After Facebook’s name change to Meta and the subsequent account suspension of an artist who had been using the Instagram handle ‘Metaverse for nearly a decade, her account was disabled.
The account was created by Australian Thea Mai Bauman in 2012. It documents her time studying fine arts in Brisbane and her travels to Shanghai where she founded an augmented reality company called Metaverse Makeovers.
Her creative work was also posted under the @metaverse handle. She had less than 1,000 followers by the time Facebook’s parent company announced that Meta would be its new name.
Thea Mai Bauman was an artist whose Instagram account had been called ‘Metaverse for nearly a decade’. Her account was disabled after Facebook changed its name to Meta.
Five days later, and having received messages from strangers offering to buy her Instagram handle, as well as one saying: ‘fb isn’t gonna buy it, they’re gonna take it’, Bauman found that her account had been disabled.
The screen displayed a message that read “Your account was blocked because you pretend to be somebody else”.
“This account represents a decade in my life. I didn’t want my contribution to the metaverse to be wiped from the internet,’ Baumann told the New York Times.
Facebook rebranded its parent company in October and now goes by the name Meta.
Meta is CEO Mark Zuckerberg’s vision of the company’s transformation into shared augmented realities, in which users can work and play within virtual worlds.
Zuckerberg attempted to discredit the social media giant from mounting scandals. This was after whistleblower documents revealed that its platforms had caused harm and inflamed anger.
But Baumann’s treatment has further enraged critics, some of whom said it illustrated the power and control Meta wields over individual user accounts with its various policies and algorithms.
Rebecca Giblin from the Intellectual Property Research Institute of Australia (University of Melbourne) stated that Facebook has the essentially unlimited discretion to take people’s Instagram user name.
Bauman (pictured), used the @metaverse handle and had less than 1,000 followers. Facebook made the announcement at the end October that it would change its name to Meta
Elle added that the @metaverse example demonstrates the power of Facebook and that users are essentially deprived of any rights under Facebook policies.
Baumann finally got her account back a month ago after appealing to Instagram.
The social media company’s spokesperson said that it was incorrectly deleted for impersonation and added: “We are sorry for this error.”
It was not explained why the flagging had occurred for impersonation.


= Action item =
Pull each line containing "column" out of the data and copy it.
[Entries supplied — start]
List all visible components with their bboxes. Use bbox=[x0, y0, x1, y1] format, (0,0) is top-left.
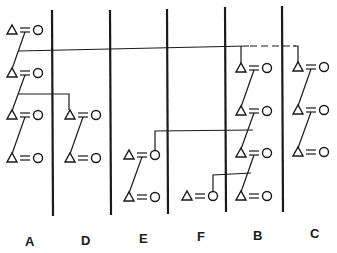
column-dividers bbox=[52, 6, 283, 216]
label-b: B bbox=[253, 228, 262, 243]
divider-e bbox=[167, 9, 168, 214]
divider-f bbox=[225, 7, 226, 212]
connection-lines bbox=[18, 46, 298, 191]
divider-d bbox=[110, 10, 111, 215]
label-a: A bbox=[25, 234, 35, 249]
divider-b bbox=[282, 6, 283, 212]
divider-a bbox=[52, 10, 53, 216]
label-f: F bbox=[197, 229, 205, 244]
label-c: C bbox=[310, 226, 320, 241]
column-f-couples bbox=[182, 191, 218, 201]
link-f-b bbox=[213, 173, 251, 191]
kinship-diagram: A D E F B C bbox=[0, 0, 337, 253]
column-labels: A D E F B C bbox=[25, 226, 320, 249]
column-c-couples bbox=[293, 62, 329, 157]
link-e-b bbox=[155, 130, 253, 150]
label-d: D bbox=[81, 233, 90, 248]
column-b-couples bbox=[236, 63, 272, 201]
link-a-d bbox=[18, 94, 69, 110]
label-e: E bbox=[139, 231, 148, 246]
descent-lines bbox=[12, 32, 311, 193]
[Entries supplied — finish]
= Response area =
column-dividers bbox=[52, 6, 283, 216]
column-f-couples bbox=[182, 191, 218, 201]
column-labels: A D E F B C bbox=[25, 226, 320, 249]
column-c-couples bbox=[293, 62, 329, 157]
column-b-couples bbox=[236, 63, 272, 201]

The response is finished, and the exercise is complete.